Lexington man admits running interstate prostitution business for two decades

A Lexington resident has admitted to running a prostitution business in Kentucky and other states for more than two decades.

Michael Comberger, 56, pleaded guilty to one charge of conspiracy to violate U.S. law and one charge of taking women across state lines for the purpose of prostitution.

Comberger admitted that from 1998 until April 2021 he operated a business called Fantasys Escort Service to provide commercial sex services, first advertising in the telephone book and later through a web site and on Twitter, according to court records.

The website had photos of female escorts — with their faces blocked out — and included information on their measurements and hourly rates, according to the court record.

Comberger hired prostitutes from Kentucky and other states and often drove them to meetings with customers, according to court records.

He admitted driving women to sites in Kentucky, Indiana, Ohio, Tennessee and West Virginia, according to his plea.

Isaac Robison, a special agent with the FBI who investigated, filed an affidavit describing one example from December 2020 involving a woman from Texas who worked for Comberger.

After picking up the woman at the airport in Northern Kentucky, Comberger took her to a motel in the Cincinnati area to meet a customer on Dec. 11 — charging $640 for two hours — and then took her on to Indianapolis later that evening to spend the night with another man at a cost of $1,800, according to information in the affidavit.

Comberger took the woman, who went by the false name Cody on the escort service website, to Owensboro on Dec. 18 to meet a man from Indiana before she flew back to Texas on Dec. 20, Robison said.

She returned later in the month and Comberger took her to Grayson, in northeastern Kentucky, to meet a client from West Virginia at a rate of $625 for two hours.
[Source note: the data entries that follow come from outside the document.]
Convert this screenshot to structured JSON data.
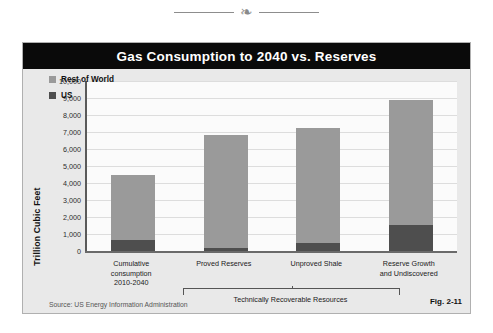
{
  "ornament": {
    "glyph": "❧"
  },
  "figure": {
    "title": "Gas Consumption to 2040 vs. Reserves",
    "source_text": "Source:  US Energy Information Administration",
    "fig_label": "Fig. 2-11",
    "bracket_label": "Technically Recoverable Resources"
  },
  "colors": {
    "title_bar": "#0a0a0a",
    "title_text": "#ffffff",
    "panel": "#e9e9e9",
    "plot": "#fbfbfb",
    "rest_of_world": "#9a9a9a",
    "us": "#4e4e4e",
    "gridline": "#dddddd",
    "axis": "#6a6a6a"
  },
  "chart_data": {
    "type": "bar",
    "subtype": "stacked",
    "title": "Gas Consumption to 2040 vs. Reserves",
    "xlabel": "",
    "ylabel": "Trillion Cubic Feet",
    "ylim": [
      0,
      10000
    ],
    "ytick_step": 1000,
    "grid": true,
    "legend_position": "top-left",
    "ytick_labels": [
      "10,000",
      "9,000",
      "8,000",
      "7,000",
      "6,000",
      "5,000",
      "4,000",
      "3,000",
      "2,000",
      "1,000",
      "0"
    ],
    "ytick_values": [
      10000,
      9000,
      8000,
      7000,
      6000,
      5000,
      4000,
      3000,
      2000,
      1000,
      0
    ],
    "categories": [
      "Cumulative\nconsumption\n2010-2040",
      "Proved Reserves",
      "Unproved Shale",
      "Reserve Growth\nand Undiscovered"
    ],
    "category_lines": [
      [
        "Cumulative",
        "consumption",
        "2010-2040"
      ],
      [
        "Proved Reserves"
      ],
      [
        "Unproved Shale"
      ],
      [
        "Reserve Growth",
        "and Undiscovered"
      ]
    ],
    "series": [
      {
        "name": "US",
        "color": "#4e4e4e",
        "values": [
          650,
          200,
          450,
          1550
        ]
      },
      {
        "name": "Rest of World",
        "color": "#9a9a9a",
        "values": [
          3800,
          6650,
          6800,
          7350
        ]
      }
    ],
    "totals": [
      4450,
      6850,
      7250,
      8900
    ],
    "annotations": [
      {
        "text": "Technically Recoverable Resources",
        "spans_categories": [
          "Proved Reserves",
          "Unproved Shale",
          "Reserve Growth and Undiscovered"
        ]
      }
    ],
    "source": "Source:  US Energy Information Administration"
  },
  "legend": {
    "items": [
      {
        "label": "Rest of World",
        "color": "#9a9a9a"
      },
      {
        "label": "US",
        "color": "#4e4e4e"
      }
    ]
  }
}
In the charge outlined in his guilty plea, Comberger admitted that in October 2020, he picked up an escort in Mooresville, Ind., took her to Mount Sterling to meet a customer, then drove her home.

The FBI used intercepted texts and calls and surveillance in the case against Comberger, the court record indicates.

Comberger and the escorts split the money from the prostitution.

Comberger has been in jail since he was arrested in Lexington in April 2020 because of alleged threatening statements he made to women involved in the escort service, who were potential witnesses.

A judge said his relationship with the witnesses and his references to violence indicated an intent to intimidate them.

Comberger entered a binding plea that includes a sentence of five years in prison and a $10,000 fine, according to court records.

That means that’s what his sentence will be if U.S. District Judge Gregory F. Van Tatenhove accepts the agreement.

Comberger is scheduled to be sentenced in September.